Interactive Brokers and Robinhood suffered more outages on Monday — the latest in a series of glitches as online stock-trading brokerages struggle to cope with surging demand from retail investors.

Interactive Brokers said it had experienced a “significant failure” in a data storage system and it was working with a vendor on “analysis and recovery”. The Greenwich, Connecticut-based company apologised and added it expected services to be restored “promptly” after an outage stretching over several hours.

Robinhood, which has become synonymous with the boom in retail trading this year, also endured an outage on its website and app that prevented clients from accessing their accounts. “This morning, some customers may have experienced a short disruption in trading due to a technical issue,” the company said, adding that it was “now completely resolved”. 

Trading on retail platforms has exploded this year, propelled by competition among brokers. New entrants like Robinhood have offered investors free trading to grab market share, forcing established players like E*Trade and Charles Schwab to follow suit to defend themselves. But as investors have clamoured to trade in busy periods, brokerages such as Charles Schwab, TD Ameritrade and Fidelity have suffered technical issues or outages, including just last month.

“The November problems should have been a red flag for regulators indicating that there may be some more problems that remained unaddressed from the March issues,” said Dennis Kelleher, president of Better Markets, a non-profit that promotes public interests in financial markets.

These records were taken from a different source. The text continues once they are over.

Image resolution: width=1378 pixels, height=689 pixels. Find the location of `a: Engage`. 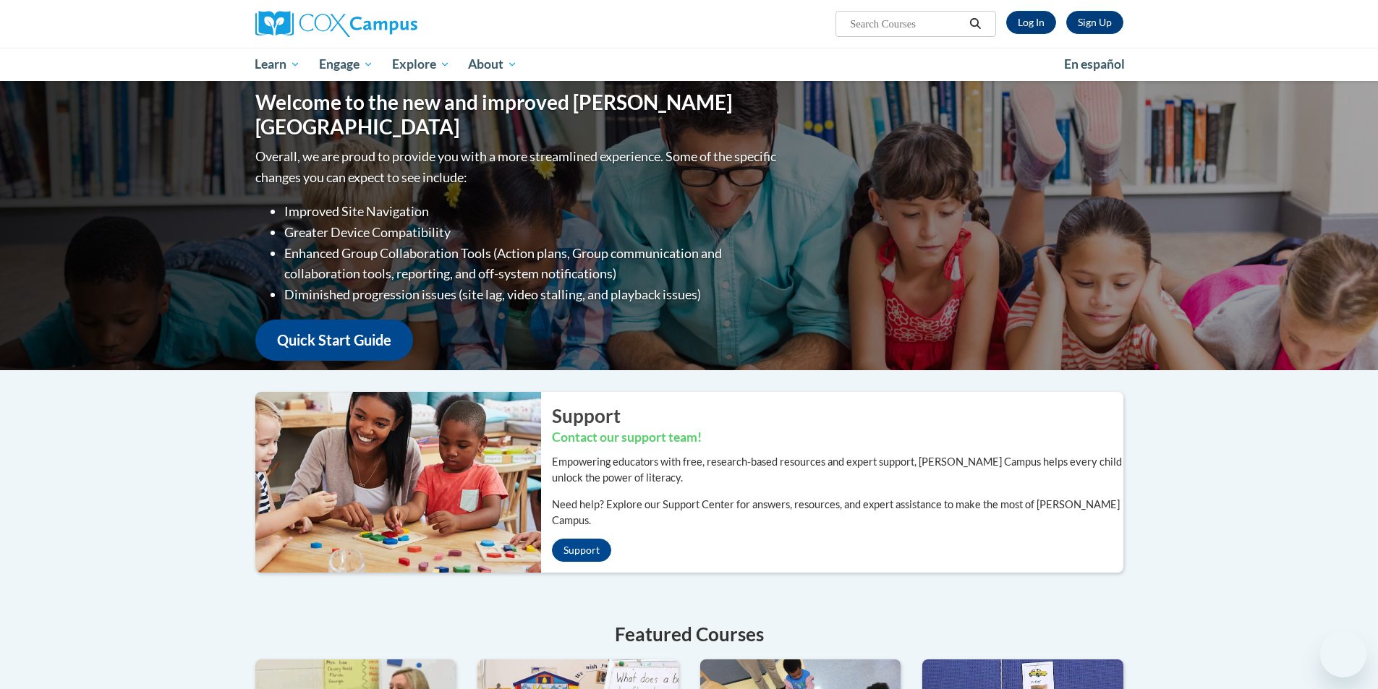

a: Engage is located at coordinates (346, 64). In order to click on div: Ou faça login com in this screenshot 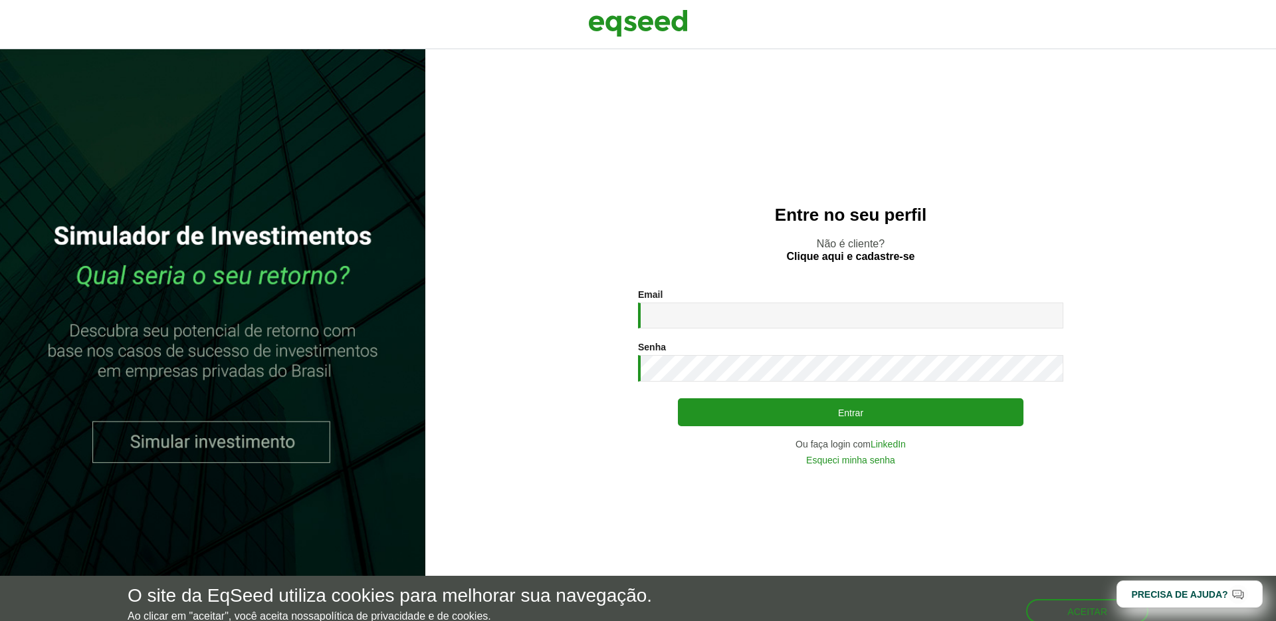, I will do `click(851, 444)`.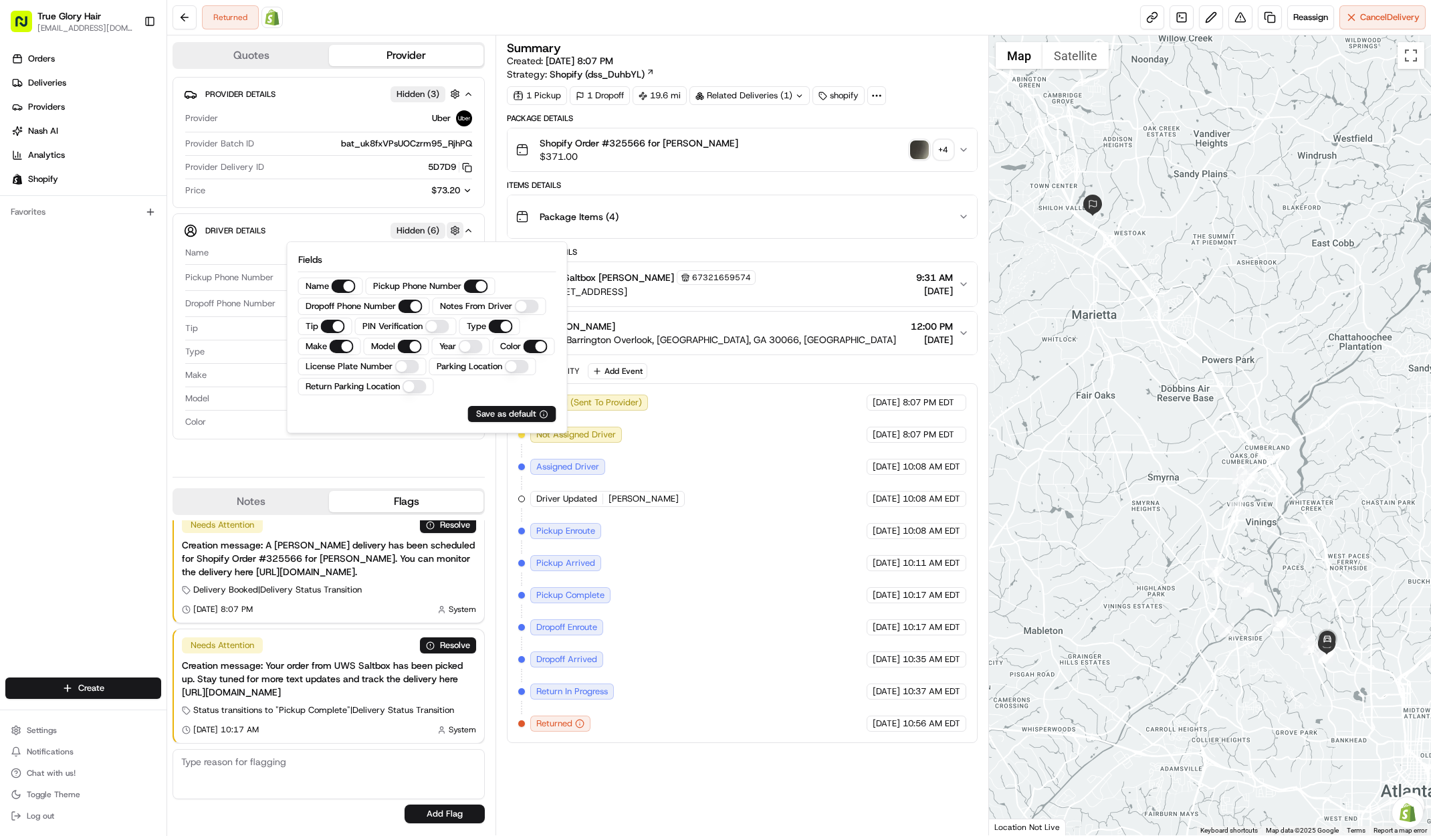 Image resolution: width=1431 pixels, height=836 pixels. Describe the element at coordinates (838, 96) in the screenshot. I see `div: shopify` at that location.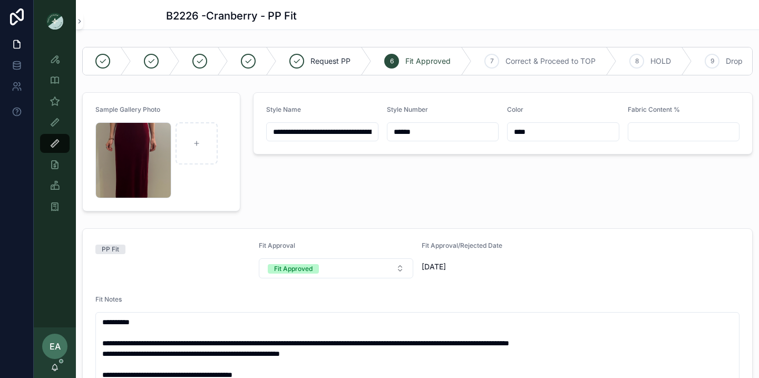 Image resolution: width=759 pixels, height=378 pixels. Describe the element at coordinates (110, 249) in the screenshot. I see `div: PP Fit` at that location.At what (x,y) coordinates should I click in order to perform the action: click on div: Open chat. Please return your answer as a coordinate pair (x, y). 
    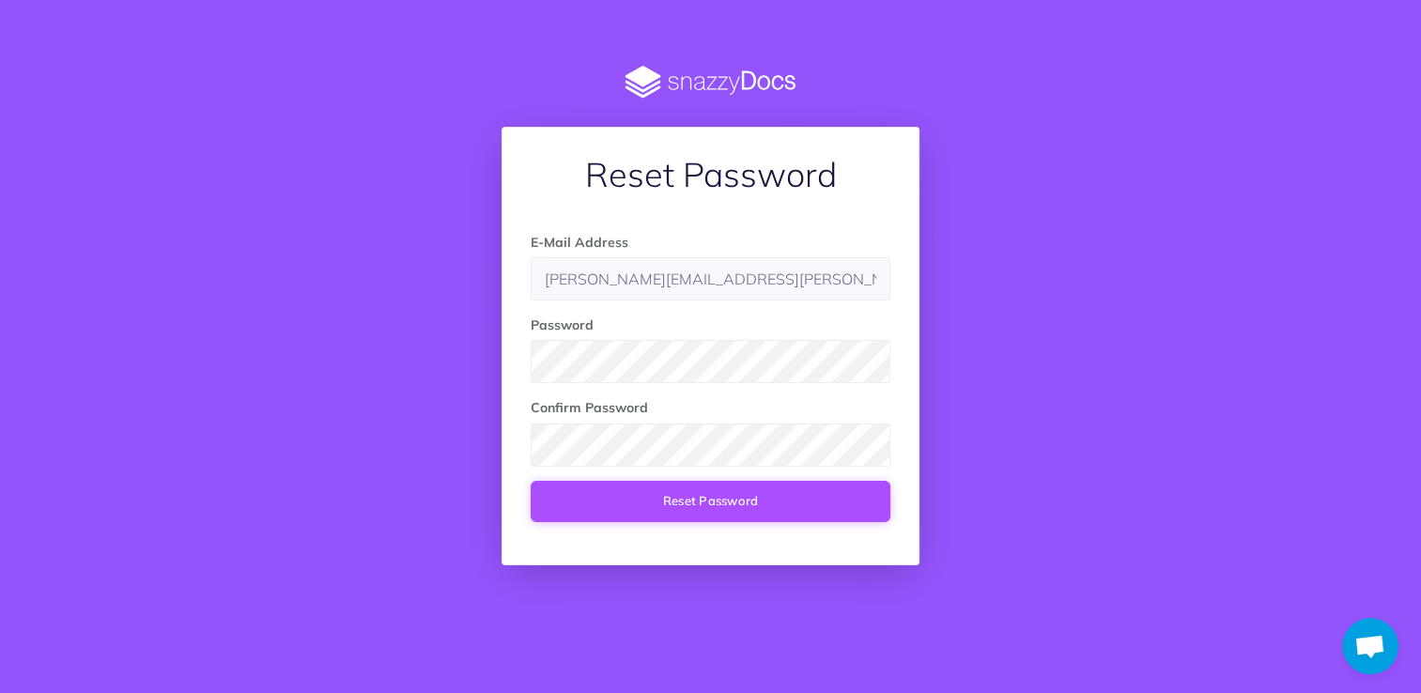
    Looking at the image, I should click on (1370, 646).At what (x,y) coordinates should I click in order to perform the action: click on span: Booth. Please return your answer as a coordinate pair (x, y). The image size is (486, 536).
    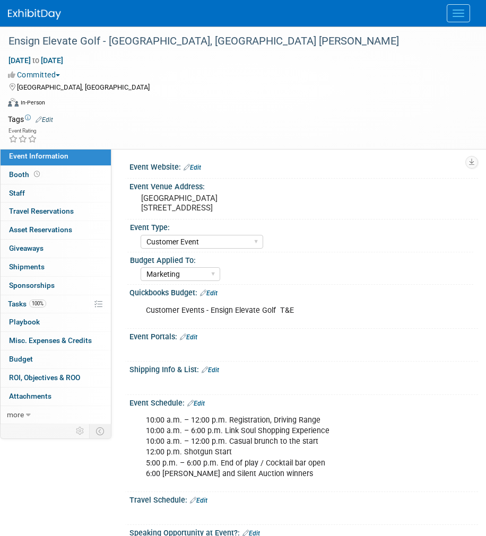
    Looking at the image, I should click on (25, 174).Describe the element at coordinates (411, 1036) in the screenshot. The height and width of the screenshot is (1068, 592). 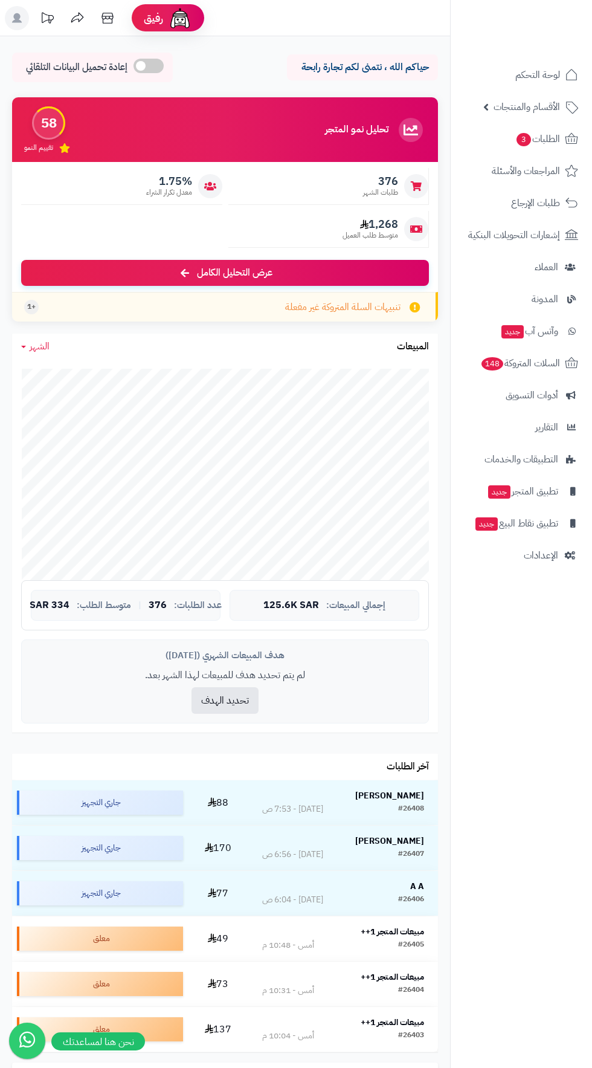
I see `div: #26403` at that location.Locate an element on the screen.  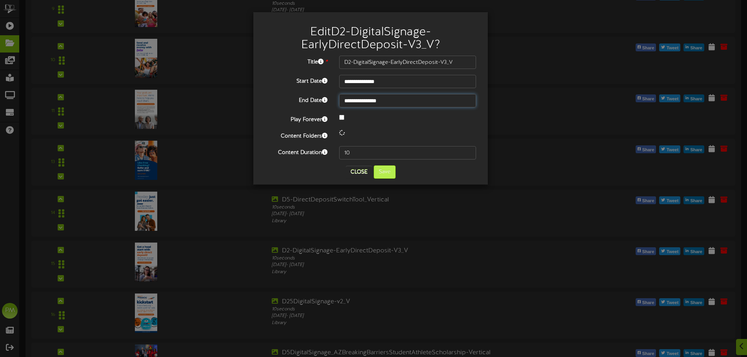
label: Play Forever is located at coordinates (296, 118).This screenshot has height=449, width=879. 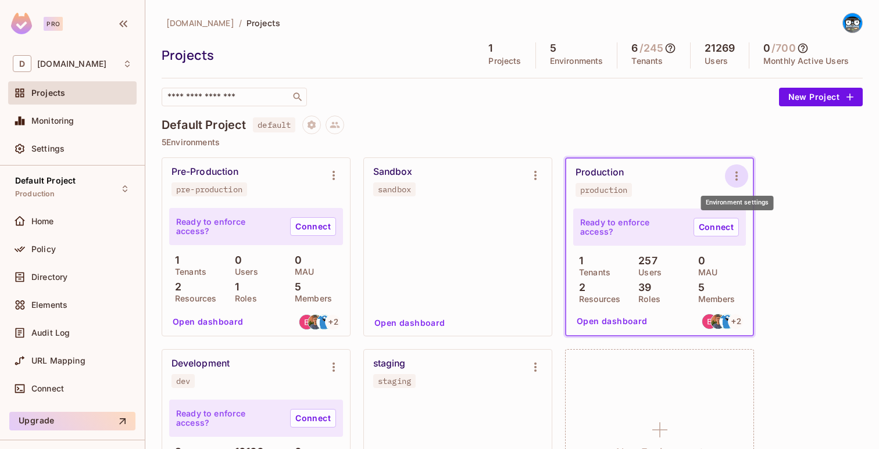 I want to click on div: Pro, so click(x=53, y=24).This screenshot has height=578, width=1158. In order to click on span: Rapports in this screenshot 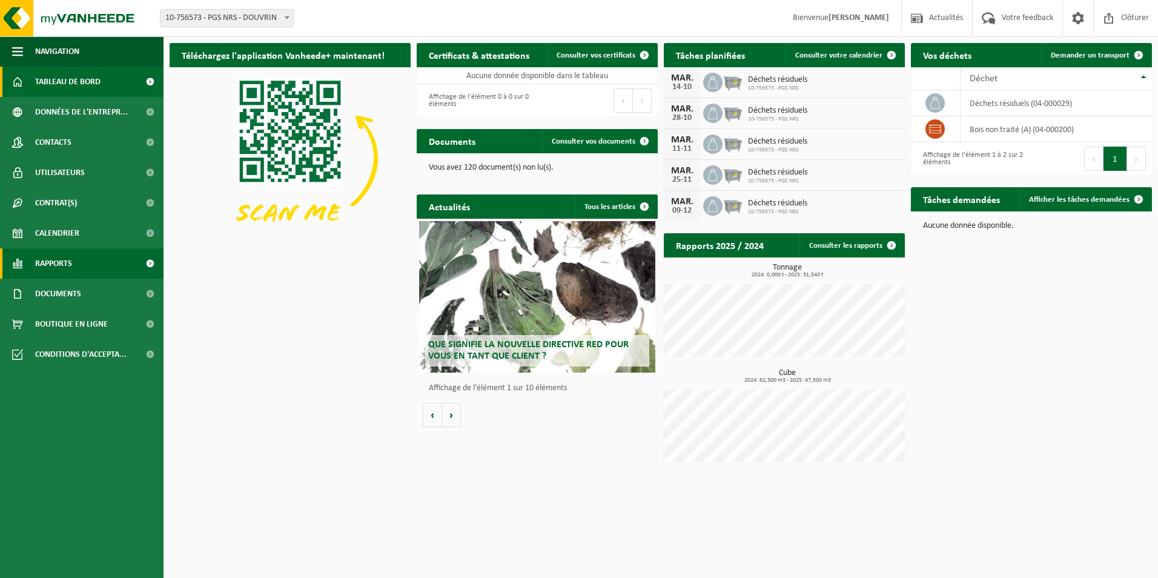, I will do `click(53, 263)`. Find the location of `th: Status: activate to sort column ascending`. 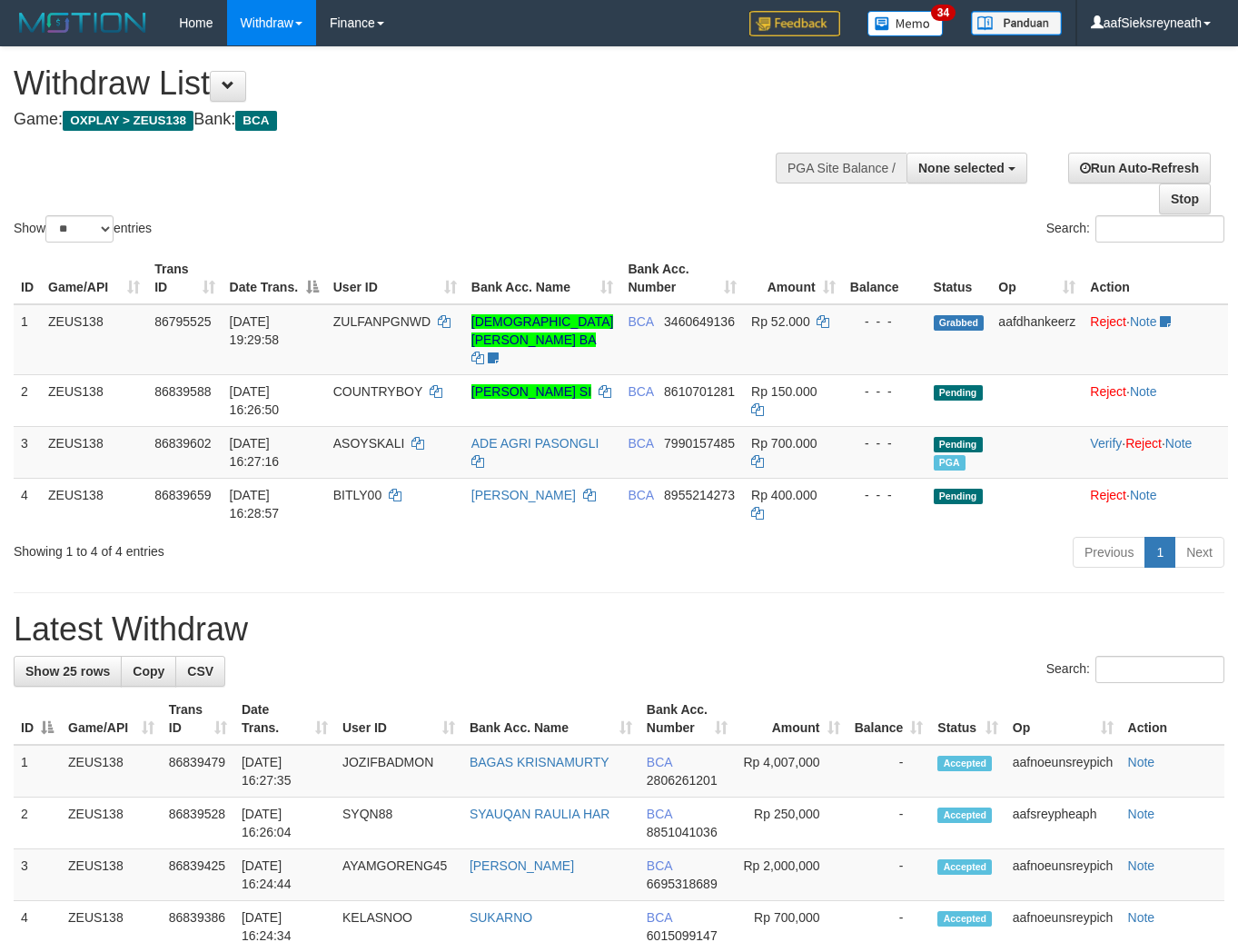

th: Status: activate to sort column ascending is located at coordinates (968, 719). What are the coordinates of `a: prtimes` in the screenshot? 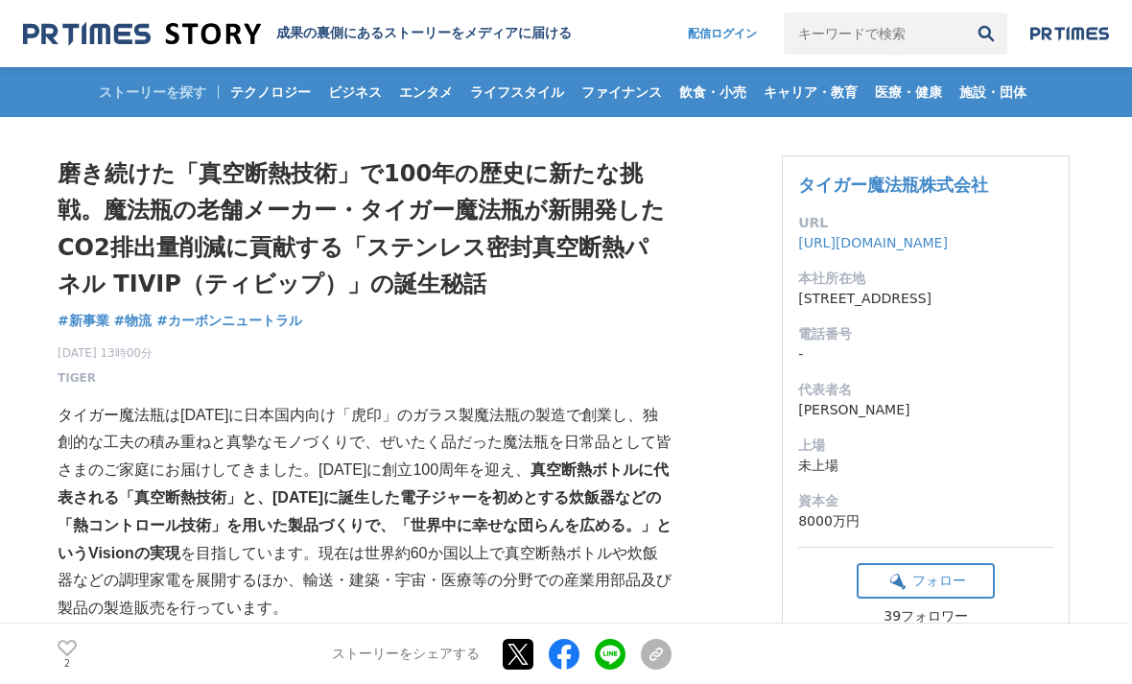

“It is troubling that not even a month after the November problems we have additional problems harming investors . . . An investor who can’t trade in real time is a harmed investor.”

This year has been peppered with similar incidents. During the depths of the sell-off in March, Robinhood suffered large scale disruptions that cut off trading for clients, including immediately after a surprise rate cut by the Federal Reserve.

The latest glitches came as Tesla, a stock particular popular with retail clients, hit a record high on Monday.

The rally this year in popular stocks such as Tesla, Amazon, Apple, Netflix and Google’s parent Alphabet have drawn more retail investors into the market. Some new investors have also invested funds they received from the government in the market, that were intended to help with the coronavirus pandemic.

Retail trading made up only 9 per cent of the total US market flow at the start of the year but accounted for 16 per cent by June, according to data from Bloomberg Intelligence.

Interactive is one of the largest retail brokers, typically executing more than 4bn shares a month, but is smaller than rivals like TD Ameritrade, E*Trade and Robinhood. Interactive is gearing up to grab more market share and last week bought a retail client business from Folio Financial, the wealth management business owned by Goldman Sachs. Interactive will take on another 70,000 retail accounts as part of the deal.

Shares in Interactive Brokers slid as much as 3.7 per cent on Monday.

Interactive also took a $104m hit earlier this year after the price of WTI crude oil went negative. Several customers were caught on the wrong side of the trade and lost more than the amount of equity in their accounts, forcing the broker to step in and pay the margin owed to the clearing houses.